In-home visibility: Why ISPs need it and how to get it
As an ISP, you know what happens on your network. You know how important it is to be able to see everything that happens, and how that visibility impacts your ability to resolve issues quickly. Your team can work more efficiently, your service meets consumers’ expectations, and your business stands to benefit from positive word of mouth.
But do you have the same visibility into the networks within subscribers’ homes?
For many, this may not feel like a concern. Technically, your service ends at the door. But consumer expectations are shifting; they expect you to resolve issues with the LAN, even if it’s not your issue, and if you can’t solve the issue, they’ll find an ISP who will.
In this situation, ISPs have three options.
Option 1: Leave it to your subscribers.
You can always leave the in-home network up to your subscribers. After all, it’s their home, their setup, and often, their devices.
But this option can be massively problematic for ISPs. Studies have shown that even given other options, 80% of consumers prefer their ISP to manage their entire internet experience, including in-home.
When 55% of consumers experience daily issues with their home WiFi, and up to 80% of consumers will churn after more than one poor experience, leaving in-home networks to subscribers puts ISPs at risk for preventable churn and potential poor reviews and word of mouth.
Option 2: Introduce managed hardware options.
Introducing—or doubling down on—efforts to migrate subscribers to managed customer premise equipment (CPE) can provide your ISP with some visibility into in-home issues.
Along with the issues of cost and time to deploy, which we’ll get into in a minute, a core issue with this option is that the ISP has very little control over the situation.
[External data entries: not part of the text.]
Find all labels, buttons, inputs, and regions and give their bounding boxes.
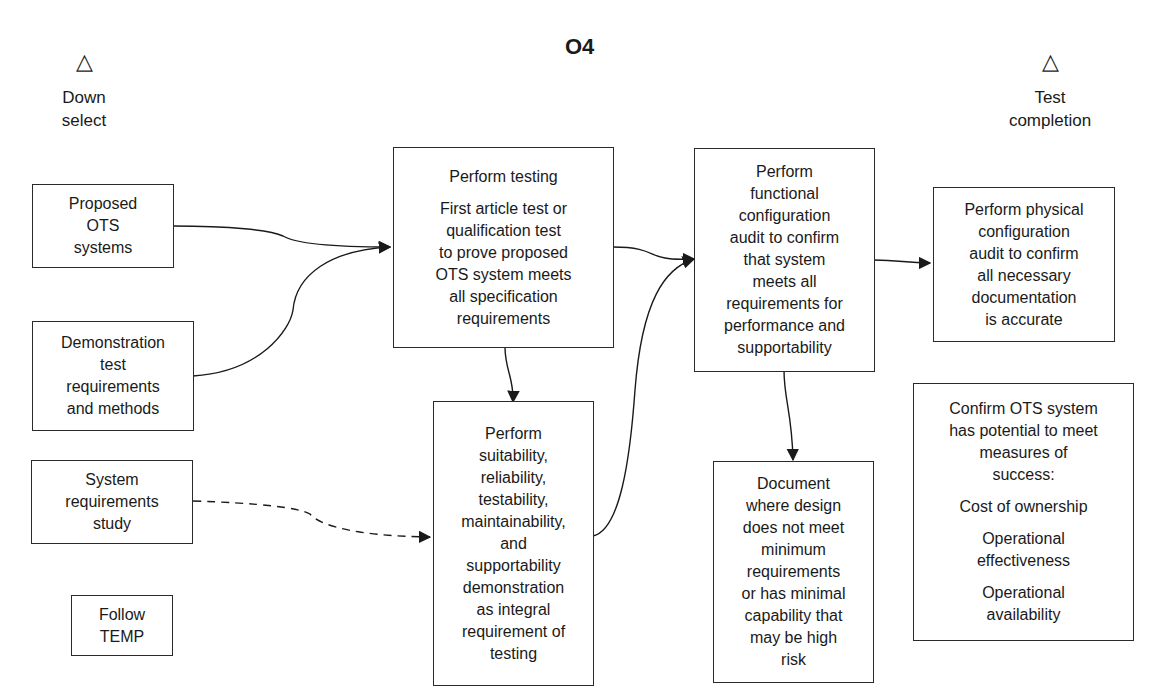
arrow-sysreq-to-suitability bbox=[193, 501, 430, 537]
milestone-test-completion: △ Test completion bbox=[1000, 50, 1100, 132]
milestone-down-select: △ Down select bbox=[50, 50, 118, 132]
box-perform-testing: Perform testing First article test or qu… bbox=[393, 147, 614, 348]
box-proposed-ots-systems: Proposed OTS systems bbox=[32, 184, 174, 268]
arrow-testing-to-functional bbox=[613, 247, 694, 259]
box-document-design-shortfalls: Document where design does not meet mini… bbox=[713, 461, 874, 683]
measure-operational-availability: Operational bbox=[982, 582, 1065, 604]
measure-cost-of-ownership: Cost of ownership bbox=[959, 496, 1087, 518]
diagram-title: O4 bbox=[565, 34, 594, 60]
box-functional-configuration-audit: Perform functional configuration audit t… bbox=[694, 148, 875, 372]
box-confirm-ots-measures-of-success: Confirm OTS system has potential to meet… bbox=[913, 383, 1134, 641]
arrow-demo-to-testing bbox=[193, 247, 390, 376]
box-system-requirements-study: System requirements study bbox=[31, 460, 193, 544]
box-follow-temp: Follow TEMP bbox=[71, 595, 173, 656]
box-demonstration-test-requirements: Demonstration test requirements and meth… bbox=[32, 321, 194, 431]
box-perform-suitability-demonstration: Perform suitability, reliability, testab… bbox=[433, 401, 594, 686]
arrow-functional-to-document bbox=[784, 370, 793, 460]
arrow-testing-to-suitability bbox=[505, 347, 513, 402]
triangle-milestone-icon: △ bbox=[1000, 50, 1100, 74]
box-physical-configuration-audit: Perform physical configuration audit to … bbox=[933, 187, 1115, 342]
triangle-milestone-icon: △ bbox=[50, 50, 118, 74]
arrow-proposed-to-testing bbox=[173, 226, 390, 247]
arrow-functional-to-physical bbox=[874, 260, 930, 263]
measure-operational-effectiveness: Operational bbox=[982, 528, 1065, 550]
You can’t control when devices get phased out, when subscribers add their own devices after the CPE, or even how many subscribers agree to CPE in the first place.
On top of that, studies have shown that even with a well-executed deployment strategy, only about 50% of subscribers end up on managed devices. This means that support teams only ever get visibility for half of networks, and any strategic decisions made about these devices are only informed by half of your audience.
Option 3: Skip the hardware, go for software.
Everyone knows that hardware has a limited lifespan—and then when you have to replace it, it’s a hassle. It’s expensive to buy and deploy, it’s time-consuming to get them into every home, and it means support agents may need to learn entirely new processes and dashboards.
Using a software solution like RouteThis to monitor subscribers’ networks gives your ISP total visibility without the stress or expense of a hardware rollout. Just by introducing the solution to your support team, you’ll be able to look into any home network without worrying about what devices may have been added to it when you weren’t looking.
It means 100% visibility, every time. It means better subscriber experiences because you can resolve their issues. It means accurate strategic decisions because you know exactly how it will impact every single subscriber. And it means total control over the visibility your team has for issue resolution.